**** Data under study

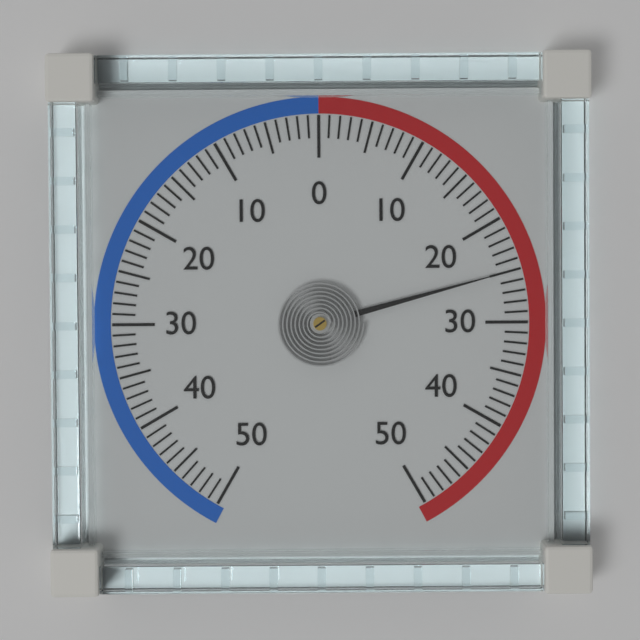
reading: 25 (no unit)
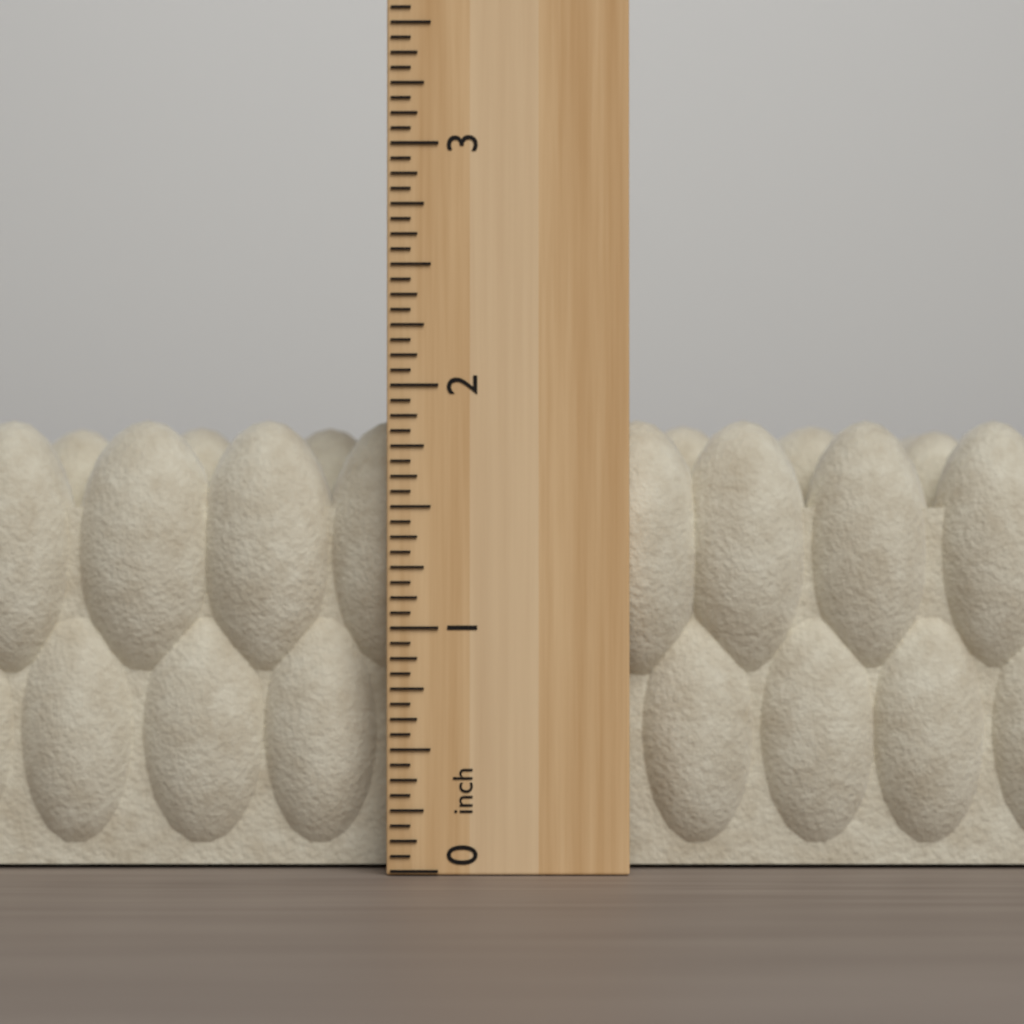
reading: 1.8750 inch
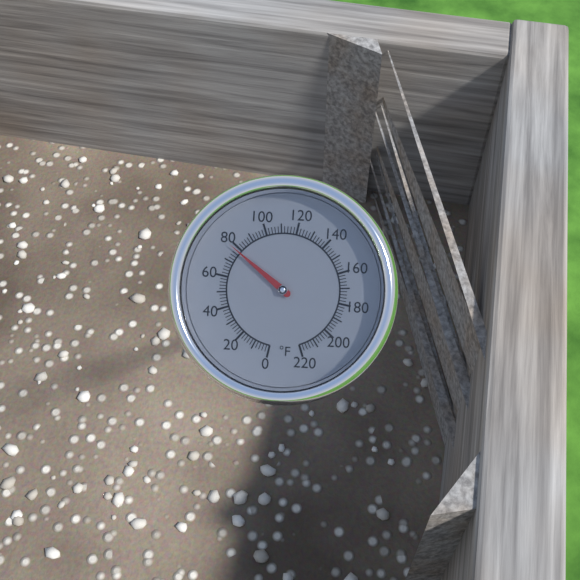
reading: 78 °F
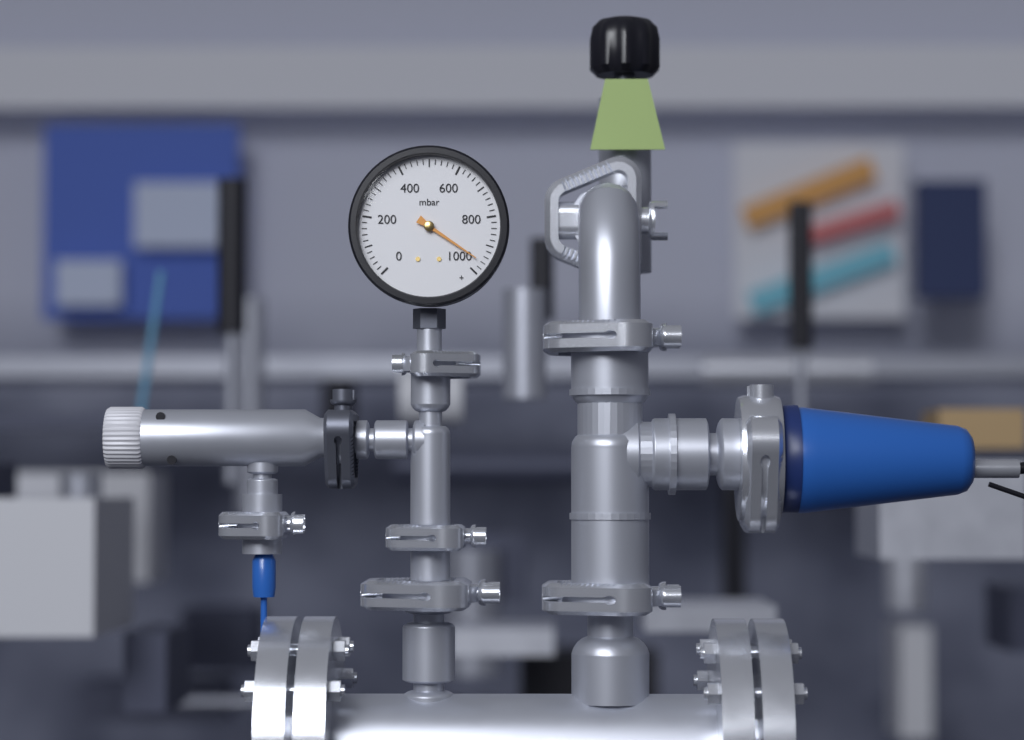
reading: 960 mbar
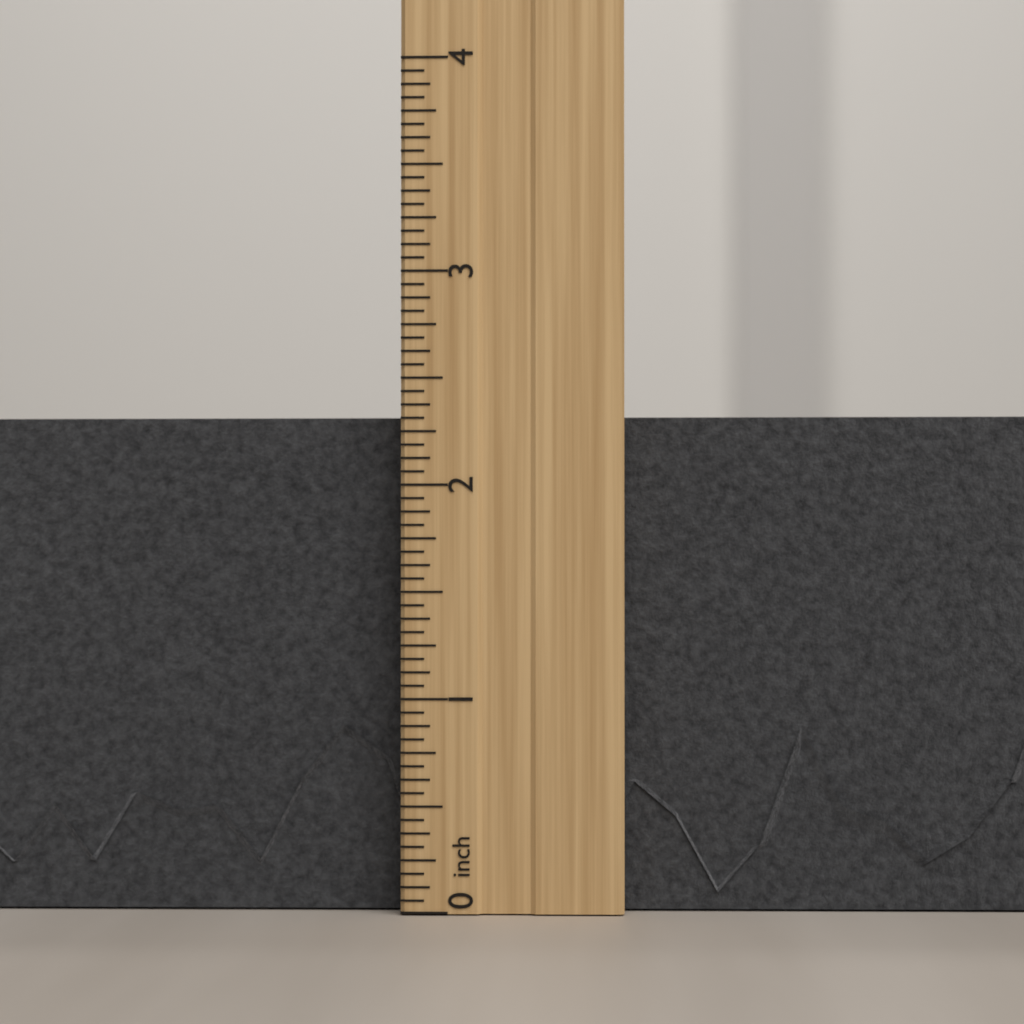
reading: 2.3750 inch
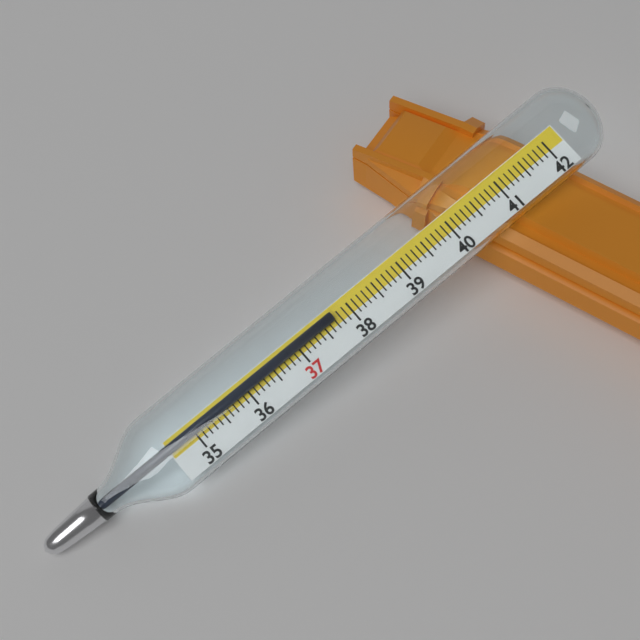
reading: 37.7 (no unit)
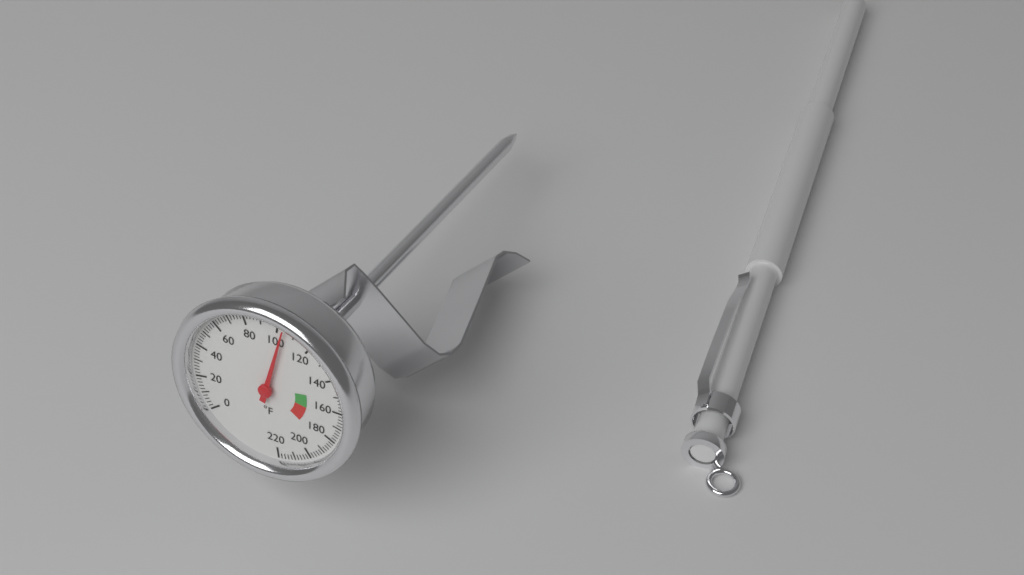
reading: 104 °F
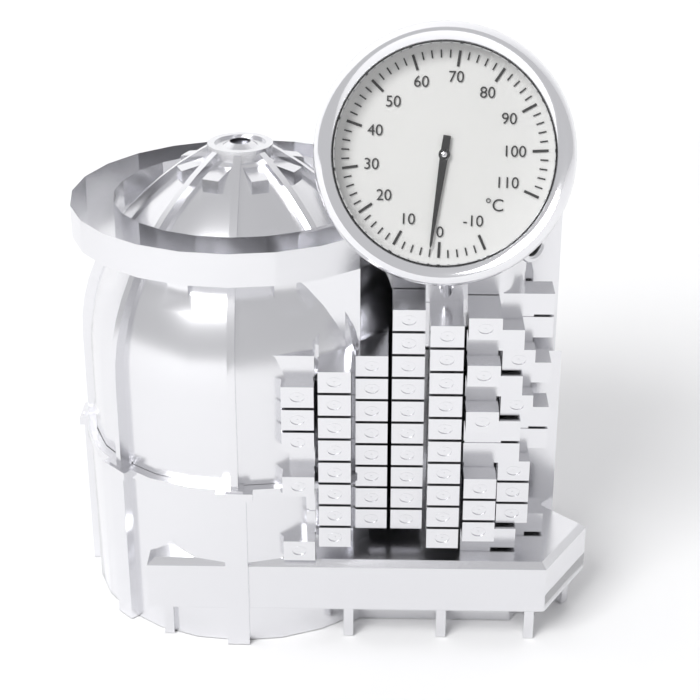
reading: 2 °C
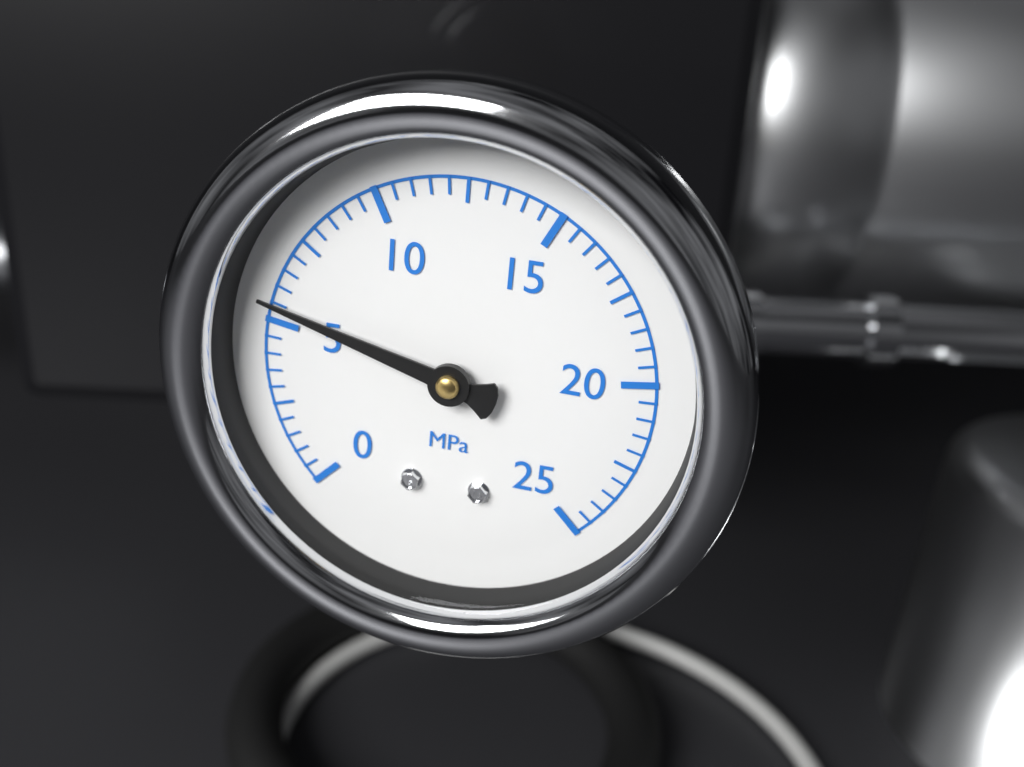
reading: 5.5 MPa
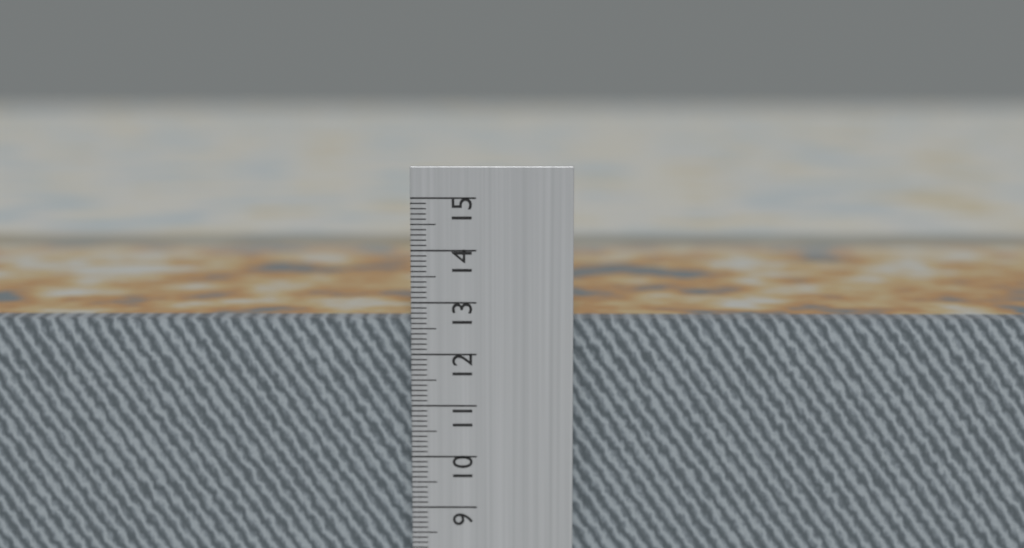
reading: 12.6 cm
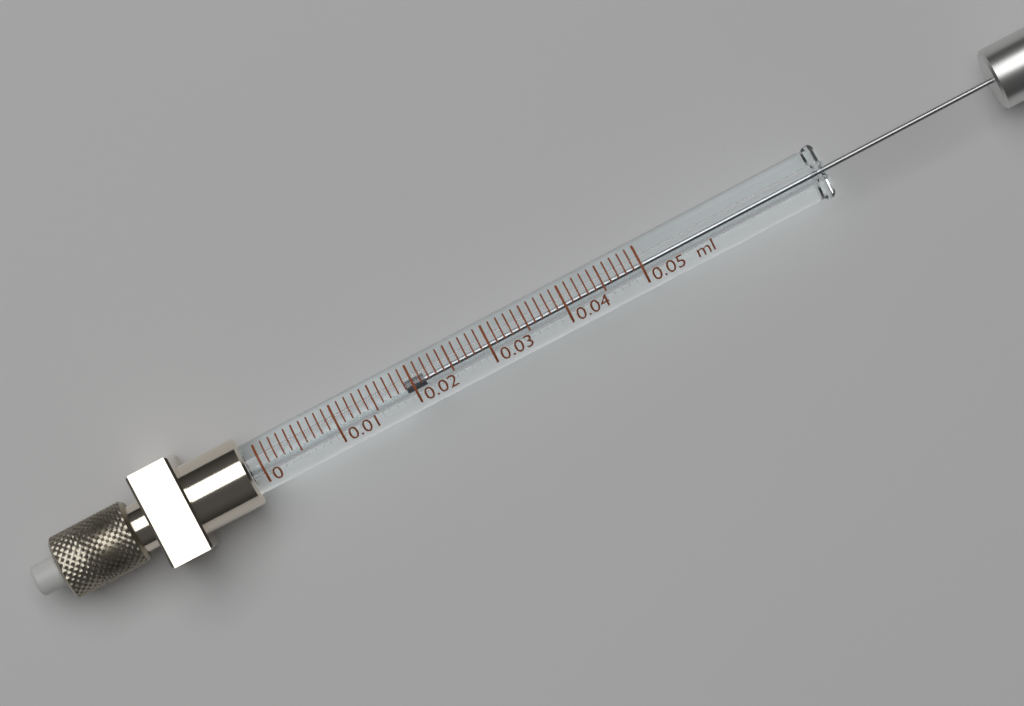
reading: 0.019 ml
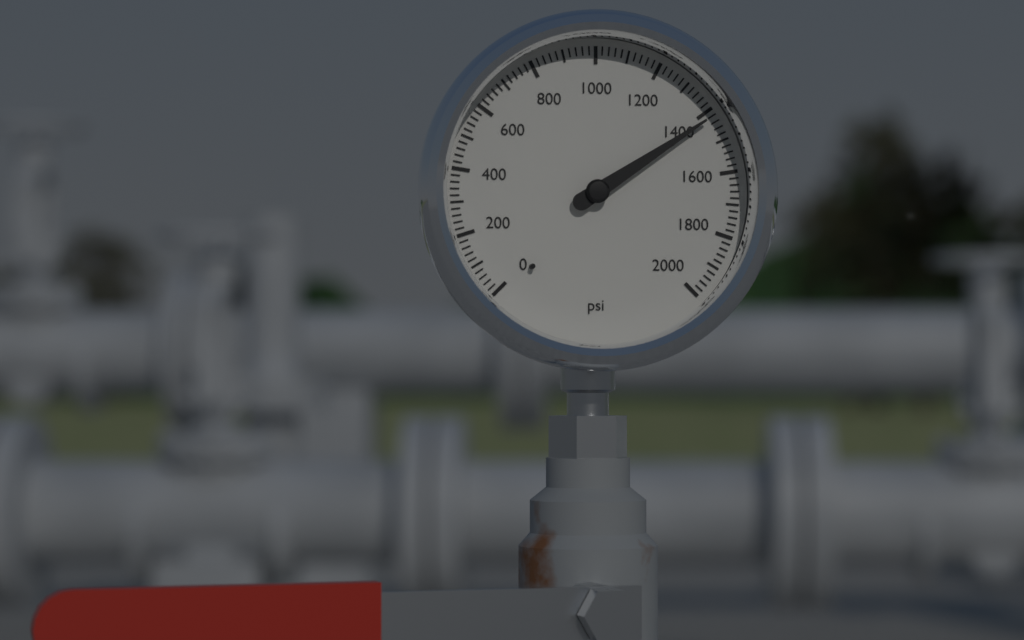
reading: 1420 psi
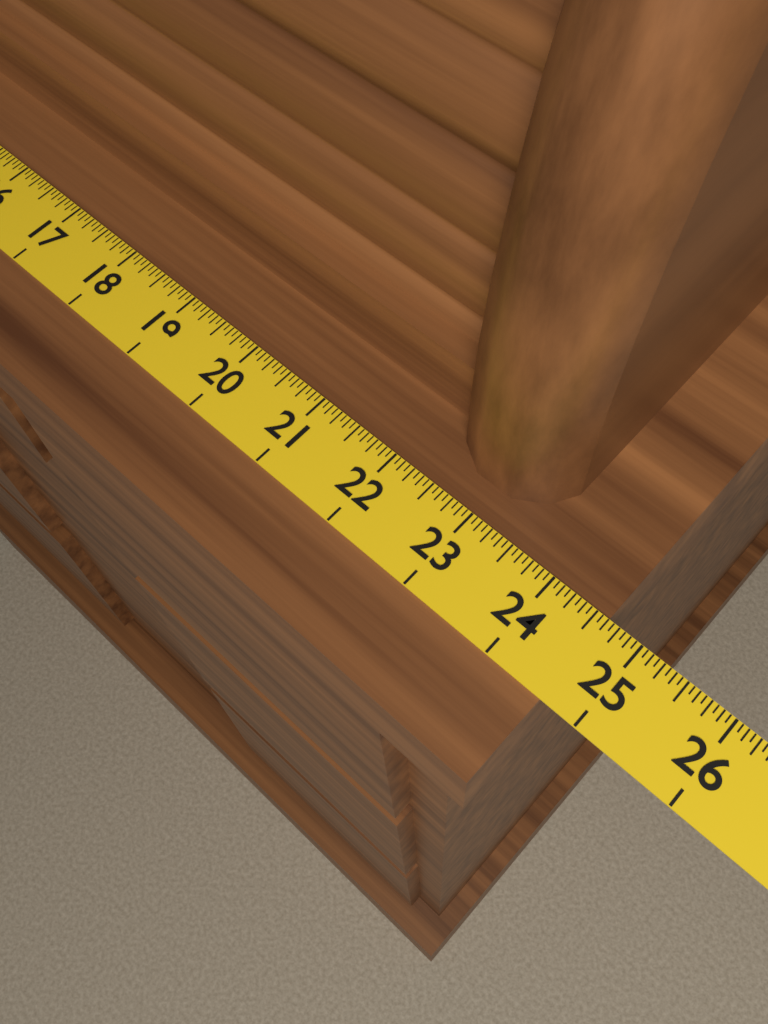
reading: 24.6250 (no unit)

********

▸ Instructions to follow
Can you quote exactly, and only, the lines from the one containing "reading: 37.7 (no unit)" through the last line of the records above, keeping both ends and leaving out any pictures?

▸ Written response
reading: 37.7 (no unit)
reading: 104 °F
reading: 2 °C
reading: 5.5 MPa
reading: 12.6 cm
reading: 0.019 ml
reading: 1420 psi
reading: 24.6250 (no unit)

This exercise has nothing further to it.